Marquis, why abortion is immoral Flashcards
What is the main thesis of Don Marquis’s article?
Abortion is prima facie seriously immoral because it deprives the fetus of a “future like ours” (FLO)—i.e., a future of experiences, activities, and enjoyments.
What is the FLO account of killing?
Killing is wrong because it deprives the victim of their future goods—projects, experiences, relationships—that would otherwise constitute a meaningful life.
What makes the FLO theory unique among anti-abortion arguments?
It avoids appeals to personhood, religious doctrine, or biological status and instead relies on the universal value of the future to the being who loses it.
How does Marquis critique pro-choice personhood arguments (e.g., Warren)?
: He argues they make the right to life too narrow—excluding infants, the severely mentally ill, or the unconscious, all of whom we still believe have moral worth.
How does he critique anti-abortion appeals to “human life”?
They are too broad, implying moral value even in biologically human cells like cancer cultures.
What is the “desire account” of why killing is wrong?
Killing is wrong because it frustrates a strong desire to continue living.
How does Marquis respond to the desire account?
Even those without a desire to live (e.g., unconscious, suicidal) are wrongfully killed. Value doesn’t come from desire—it’s the value of the future that matters.
What is the “discontinuation account”?
Killing is wrong because it ends a person’s current activities, experiences, and relationships.
Why does Marquis reject the discontinuation account?
It fails to explain the wrongness of killing someone in a coma or a fetus—both lack an ongoing experiential life but still lose a valuable future.
What are the main premises in Marquis’s pro-life argument?
Abortion denies a fetus its FLO.
Denying a FLO is sufficient to make killing wrong.
Therefore, abortion is wrong.
What kind of argument is this?
A sufficient condition argument: If something has an FLO, killing it is wrong—thus abortion, which denies a FLO, is wrong.
Why does the FLO argument not depend on personhood?
Because the moral value lies in what is lost (the future), not in who the being is now.
Why is the FLO argument effective against late-term abortion?
Because fetuses have the same kind of valuable futures as infants or adults.
What is the contraception objection to the FLO argument?
If abortion is wrong because it denies an FLO, then so should contraception, which prevents a FLO from occurring.
How does Marquis respond to the contraception objection?
Prior to conception, there is no individual subject of harm—no specific sperm-egg combination with an FLO exists yet.
How does Marquis address potential counterexamples like Warren’s alien abduction case?
He holds that beings with valuable futures—alien or human—would still be wrong to kill, reinforcing that it’s the future, not species or psychology, that matters.
Does the FLO account make euthanasia wrong?
Not necessarily—if a person’s future holds only suffering, then ending that future may not be immoral.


### WHAT IS REQUIRED:
Could every line of the data be copied out once more, exactly?

(Figure collection entries)
______________________________
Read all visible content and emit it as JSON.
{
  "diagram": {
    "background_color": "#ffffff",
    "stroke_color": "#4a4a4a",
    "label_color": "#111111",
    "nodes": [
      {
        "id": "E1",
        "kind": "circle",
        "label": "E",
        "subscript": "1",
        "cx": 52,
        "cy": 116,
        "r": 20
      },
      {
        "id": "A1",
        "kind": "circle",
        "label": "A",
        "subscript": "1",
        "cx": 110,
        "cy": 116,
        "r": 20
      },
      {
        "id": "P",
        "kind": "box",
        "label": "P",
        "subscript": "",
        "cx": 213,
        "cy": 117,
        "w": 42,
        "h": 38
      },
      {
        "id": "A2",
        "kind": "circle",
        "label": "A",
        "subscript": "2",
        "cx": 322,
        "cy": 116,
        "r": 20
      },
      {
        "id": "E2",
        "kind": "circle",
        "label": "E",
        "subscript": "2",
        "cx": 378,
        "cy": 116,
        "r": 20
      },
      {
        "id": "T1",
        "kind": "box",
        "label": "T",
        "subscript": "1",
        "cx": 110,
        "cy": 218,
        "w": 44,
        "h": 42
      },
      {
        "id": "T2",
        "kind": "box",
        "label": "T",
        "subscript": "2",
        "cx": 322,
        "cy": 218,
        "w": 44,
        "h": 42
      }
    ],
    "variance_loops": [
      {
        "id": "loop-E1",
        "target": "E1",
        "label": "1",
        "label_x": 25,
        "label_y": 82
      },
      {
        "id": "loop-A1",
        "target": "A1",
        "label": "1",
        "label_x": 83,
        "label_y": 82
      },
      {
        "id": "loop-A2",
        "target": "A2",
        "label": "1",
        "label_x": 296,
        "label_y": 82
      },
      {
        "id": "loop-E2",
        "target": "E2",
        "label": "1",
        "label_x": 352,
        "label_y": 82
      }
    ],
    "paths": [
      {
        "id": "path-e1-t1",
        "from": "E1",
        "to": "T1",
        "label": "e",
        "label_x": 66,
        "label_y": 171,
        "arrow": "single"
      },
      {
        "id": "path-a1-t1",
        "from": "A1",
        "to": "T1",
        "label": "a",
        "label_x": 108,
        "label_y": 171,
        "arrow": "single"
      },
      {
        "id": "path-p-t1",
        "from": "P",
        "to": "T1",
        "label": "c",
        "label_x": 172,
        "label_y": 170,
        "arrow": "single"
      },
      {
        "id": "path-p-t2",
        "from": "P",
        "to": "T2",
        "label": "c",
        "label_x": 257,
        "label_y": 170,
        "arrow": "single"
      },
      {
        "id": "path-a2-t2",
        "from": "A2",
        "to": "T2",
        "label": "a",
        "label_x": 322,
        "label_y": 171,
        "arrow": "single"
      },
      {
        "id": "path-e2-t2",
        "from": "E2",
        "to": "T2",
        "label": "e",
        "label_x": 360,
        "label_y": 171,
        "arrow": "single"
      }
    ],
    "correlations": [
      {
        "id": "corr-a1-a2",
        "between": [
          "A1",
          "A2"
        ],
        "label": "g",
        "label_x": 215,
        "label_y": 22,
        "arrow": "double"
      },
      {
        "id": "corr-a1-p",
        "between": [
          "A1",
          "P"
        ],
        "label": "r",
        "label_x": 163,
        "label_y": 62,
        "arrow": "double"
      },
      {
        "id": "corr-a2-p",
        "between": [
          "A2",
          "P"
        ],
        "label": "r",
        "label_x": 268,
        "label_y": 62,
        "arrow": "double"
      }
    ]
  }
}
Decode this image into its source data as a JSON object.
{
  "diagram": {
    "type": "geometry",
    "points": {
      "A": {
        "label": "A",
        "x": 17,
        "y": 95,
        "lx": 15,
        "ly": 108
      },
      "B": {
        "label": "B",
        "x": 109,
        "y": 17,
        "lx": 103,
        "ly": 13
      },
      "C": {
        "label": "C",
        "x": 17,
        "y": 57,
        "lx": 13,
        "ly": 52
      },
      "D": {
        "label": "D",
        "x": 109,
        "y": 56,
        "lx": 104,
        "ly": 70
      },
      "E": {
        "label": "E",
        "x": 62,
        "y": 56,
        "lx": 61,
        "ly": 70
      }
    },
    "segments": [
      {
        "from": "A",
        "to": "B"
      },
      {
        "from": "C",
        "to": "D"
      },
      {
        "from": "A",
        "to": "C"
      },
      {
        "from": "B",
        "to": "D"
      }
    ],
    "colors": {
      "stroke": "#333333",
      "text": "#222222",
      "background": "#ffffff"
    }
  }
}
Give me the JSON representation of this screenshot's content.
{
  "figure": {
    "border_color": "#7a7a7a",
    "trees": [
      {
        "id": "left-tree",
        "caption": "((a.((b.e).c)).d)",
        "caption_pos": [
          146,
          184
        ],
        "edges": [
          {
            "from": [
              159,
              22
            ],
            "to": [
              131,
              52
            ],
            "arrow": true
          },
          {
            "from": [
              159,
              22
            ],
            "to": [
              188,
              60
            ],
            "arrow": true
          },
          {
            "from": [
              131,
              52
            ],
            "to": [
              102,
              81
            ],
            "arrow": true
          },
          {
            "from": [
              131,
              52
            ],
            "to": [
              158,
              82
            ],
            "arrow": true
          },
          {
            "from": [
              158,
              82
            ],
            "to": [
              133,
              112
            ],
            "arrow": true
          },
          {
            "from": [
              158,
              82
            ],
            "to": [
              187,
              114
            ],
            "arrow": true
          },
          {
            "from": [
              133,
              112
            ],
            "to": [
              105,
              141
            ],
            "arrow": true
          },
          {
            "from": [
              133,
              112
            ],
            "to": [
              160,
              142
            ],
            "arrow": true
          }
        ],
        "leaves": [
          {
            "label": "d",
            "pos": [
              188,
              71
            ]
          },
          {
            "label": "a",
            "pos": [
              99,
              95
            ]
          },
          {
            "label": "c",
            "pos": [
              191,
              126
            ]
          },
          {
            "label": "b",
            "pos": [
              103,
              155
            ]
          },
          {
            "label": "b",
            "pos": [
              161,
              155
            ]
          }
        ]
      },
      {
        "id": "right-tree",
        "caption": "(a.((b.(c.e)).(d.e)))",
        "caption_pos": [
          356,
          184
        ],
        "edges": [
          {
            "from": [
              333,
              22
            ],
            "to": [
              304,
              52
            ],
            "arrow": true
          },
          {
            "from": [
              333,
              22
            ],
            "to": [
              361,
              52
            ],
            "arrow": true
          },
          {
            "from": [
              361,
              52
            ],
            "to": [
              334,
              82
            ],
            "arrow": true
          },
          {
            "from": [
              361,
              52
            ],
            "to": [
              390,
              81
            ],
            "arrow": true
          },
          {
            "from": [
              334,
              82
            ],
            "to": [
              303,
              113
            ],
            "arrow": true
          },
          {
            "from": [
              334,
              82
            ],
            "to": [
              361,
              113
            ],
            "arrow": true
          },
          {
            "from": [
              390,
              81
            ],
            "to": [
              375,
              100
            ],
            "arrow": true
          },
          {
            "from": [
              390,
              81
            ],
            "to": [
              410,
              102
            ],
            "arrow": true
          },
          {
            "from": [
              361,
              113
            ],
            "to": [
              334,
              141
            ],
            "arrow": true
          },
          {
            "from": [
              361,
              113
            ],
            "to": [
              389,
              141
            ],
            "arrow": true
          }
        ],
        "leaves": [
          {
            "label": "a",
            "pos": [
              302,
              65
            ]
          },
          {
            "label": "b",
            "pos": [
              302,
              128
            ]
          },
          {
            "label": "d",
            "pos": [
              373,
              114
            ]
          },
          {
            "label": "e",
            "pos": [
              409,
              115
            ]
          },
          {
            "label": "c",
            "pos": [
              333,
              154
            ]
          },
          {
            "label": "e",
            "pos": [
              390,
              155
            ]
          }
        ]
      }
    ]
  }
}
______________________________
### RESPONSE AREA:
Read all visible content and emit it as JSON.
{
  "diagram": {
    "background_color": "#ffffff",
    "stroke_color": "#4a4a4a",
    "label_color": "#111111",
    "nodes": [
      {
        "id": "E1",
        "kind": "circle",
        "label": "E",
        "subscript": "1",
        "cx": 52,
        "cy": 116,
        "r": 20
      },
      {
        "id": "A1",
        "kind": "circle",
        "label": "A",
        "subscript": "1",
        "cx": 110,
        "cy": 116,
        "r": 20
      },
      {
        "id": "P",
        "kind": "box",
        "label": "P",
        "subscript": "",
        "cx": 213,
        "cy": 117,
        "w": 42,
        "h": 38
      },
      {
        "id": "A2",
        "kind": "circle",
        "label": "A",
        "subscript": "2",
        "cx": 322,
        "cy": 116,
        "r": 20
      },
      {
        "id": "E2",
        "kind": "circle",
        "label": "E",
        "subscript": "2",
        "cx": 378,
        "cy": 116,
        "r": 20
      },
      {
        "id": "T1",
        "kind": "box",
        "label": "T",
        "subscript": "1",
        "cx": 110,
        "cy": 218,
        "w": 44,
        "h": 42
      },
      {
        "id": "T2",
        "kind": "box",
        "label": "T",
        "subscript": "2",
        "cx": 322,
        "cy": 218,
        "w": 44,
        "h": 42
      }
    ],
    "variance_loops": [
      {
        "id": "loop-E1",
        "target": "E1",
        "label": "1",
        "label_x": 25,
        "label_y": 82
      },
      {
        "id": "loop-A1",
        "target": "A1",
        "label": "1",
        "label_x": 83,
        "label_y": 82
      },
      {
        "id": "loop-A2",
        "target": "A2",
        "label": "1",
        "label_x": 296,
        "label_y": 82
      },
      {
        "id": "loop-E2",
        "target": "E2",
        "label": "1",
        "label_x": 352,
        "label_y": 82
      }
    ],
    "paths": [
      {
        "id": "path-e1-t1",
        "from": "E1",
        "to": "T1",
        "label": "e",
        "label_x": 66,
        "label_y": 171,
        "arrow": "single"
      },
      {
        "id": "path-a1-t1",
        "from": "A1",
        "to": "T1",
        "label": "a",
        "label_x": 108,
        "label_y": 171,
        "arrow": "single"
      },
      {
        "id": "path-p-t1",
        "from": "P",
        "to": "T1",
        "label": "c",
        "label_x": 172,
        "label_y": 170,
        "arrow": "single"
      },
      {
        "id": "path-p-t2",
        "from": "P",
        "to": "T2",
        "label": "c",
        "label_x": 257,
        "label_y": 170,
        "arrow": "single"
      },
      {
        "id": "path-a2-t2",
        "from": "A2",
        "to": "T2",
        "label": "a",
        "label_x": 322,
        "label_y": 171,
        "arrow": "single"
      },
      {
        "id": "path-e2-t2",
        "from": "E2",
        "to": "T2",
        "label": "e",
        "label_x": 360,
        "label_y": 171,
        "arrow": "single"
      }
    ],
    "correlations": [
      {
        "id": "corr-a1-a2",
        "between": [
          "A1",
          "A2"
        ],
        "label": "g",
        "label_x": 215,
        "label_y": 22,
        "arrow": "double"
      },
      {
        "id": "corr-a1-p",
        "between": [
          "A1",
          "P"
        ],
        "label": "r",
        "label_x": 163,
        "label_y": 62,
        "arrow": "double"
      },
      {
        "id": "corr-a2-p",
        "between": [
          "A2",
          "P"
        ],
        "label": "r",
        "label_x": 268,
        "label_y": 62,
        "arrow": "double"
      }
    ]
  }
}
Decode this image into its source data as a JSON object.
{
  "diagram": {
    "type": "geometry",
    "points": {
      "A": {
        "label": "A",
        "x": 17,
        "y": 95,
        "lx": 15,
        "ly": 108
      },
      "B": {
        "label": "B",
        "x": 109,
        "y": 17,
        "lx": 103,
        "ly": 13
      },
      "C": {
        "label": "C",
        "x": 17,
        "y": 57,
        "lx": 13,
        "ly": 52
      },
      "D": {
        "label": "D",
        "x": 109,
        "y": 56,
        "lx": 104,
        "ly": 70
      },
      "E": {
        "label": "E",
        "x": 62,
        "y": 56,
        "lx": 61,
        "ly": 70
      }
    },
    "segments": [
      {
        "from": "A",
        "to": "B"
      },
      {
        "from": "C",
        "to": "D"
      },
      {
        "from": "A",
        "to": "C"
      },
      {
        "from": "B",
        "to": "D"
      }
    ],
    "colors": {
      "stroke": "#333333",
      "text": "#222222",
      "background": "#ffffff"
    }
  }
}
Give me the JSON representation of this screenshot's content.
{
  "figure": {
    "border_color": "#7a7a7a",
    "trees": [
      {
        "id": "left-tree",
        "caption": "((a.((b.e).c)).d)",
        "caption_pos": [
          146,
          184
        ],
        "edges": [
          {
            "from": [
              159,
              22
            ],
            "to": [
              131,
              52
            ],
            "arrow": true
          },
          {
            "from": [
              159,
              22
            ],
            "to": [
              188,
              60
            ],
            "arrow": true
          },
          {
            "from": [
              131,
              52
            ],
            "to": [
              102,
              81
            ],
            "arrow": true
          },
          {
            "from": [
              131,
              52
            ],
            "to": [
              158,
              82
            ],
            "arrow": true
          },
          {
            "from": [
              158,
              82
            ],
            "to": [
              133,
              112
            ],
            "arrow": true
          },
          {
            "from": [
              158,
              82
            ],
            "to": [
              187,
              114
            ],
            "arrow": true
          },
          {
            "from": [
              133,
              112
            ],
            "to": [
              105,
              141
            ],
            "arrow": true
          },
          {
            "from": [
              133,
              112
            ],
            "to": [
              160,
              142
            ],
            "arrow": true
          }
        ],
        "leaves": [
          {
            "label": "d",
            "pos": [
              188,
              71
            ]
          },
          {
            "label": "a",
            "pos": [
              99,
              95
            ]
          },
          {
            "label": "c",
            "pos": [
              191,
              126
            ]
          },
          {
            "label": "b",
            "pos": [
              103,
              155
            ]
          },
          {
            "label": "b",
            "pos": [
              161,
              155
            ]
          }
        ]
      },
      {
        "id": "right-tree",
        "caption": "(a.((b.(c.e)).(d.e)))",
        "caption_pos": [
          356,
          184
        ],
        "edges": [
          {
            "from": [
              333,
              22
            ],
            "to": [
              304,
              52
            ],
            "arrow": true
          },
          {
            "from": [
              333,
              22
            ],
            "to": [
              361,
              52
            ],
            "arrow": true
          },
          {
            "from": [
              361,
              52
            ],
            "to": [
              334,
              82
            ],
            "arrow": true
          },
          {
            "from": [
              361,
              52
            ],
            "to": [
              390,
              81
            ],
            "arrow": true
          },
          {
            "from": [
              334,
              82
            ],
            "to": [
              303,
              113
            ],
            "arrow": true
          },
          {
            "from": [
              334,
              82
            ],
            "to": [
              361,
              113
            ],
            "arrow": true
          },
          {
            "from": [
              390,
              81
            ],
            "to": [
              375,
              100
            ],
            "arrow": true
          },
          {
            "from": [
              390,
              81
            ],
            "to": [
              410,
              102
            ],
            "arrow": true
          },
          {
            "from": [
              361,
              113
            ],
            "to": [
              334,
              141
            ],
            "arrow": true
          },
          {
            "from": [
              361,
              113
            ],
            "to": [
              389,
              141
            ],
            "arrow": true
          }
        ],
        "leaves": [
          {
            "label": "a",
            "pos": [
              302,
              65
            ]
          },
          {
            "label": "b",
            "pos": [
              302,
              128
            ]
          },
          {
            "label": "d",
            "pos": [
              373,
              114
            ]
          },
          {
            "label": "e",
            "pos": [
              409,
              115
            ]
          },
          {
            "label": "c",
            "pos": [
              333,
              154
            ]
          },
          {
            "label": "e",
            "pos": [
              390,
              155
            ]
          }
        ]
      }
    ]
  }
}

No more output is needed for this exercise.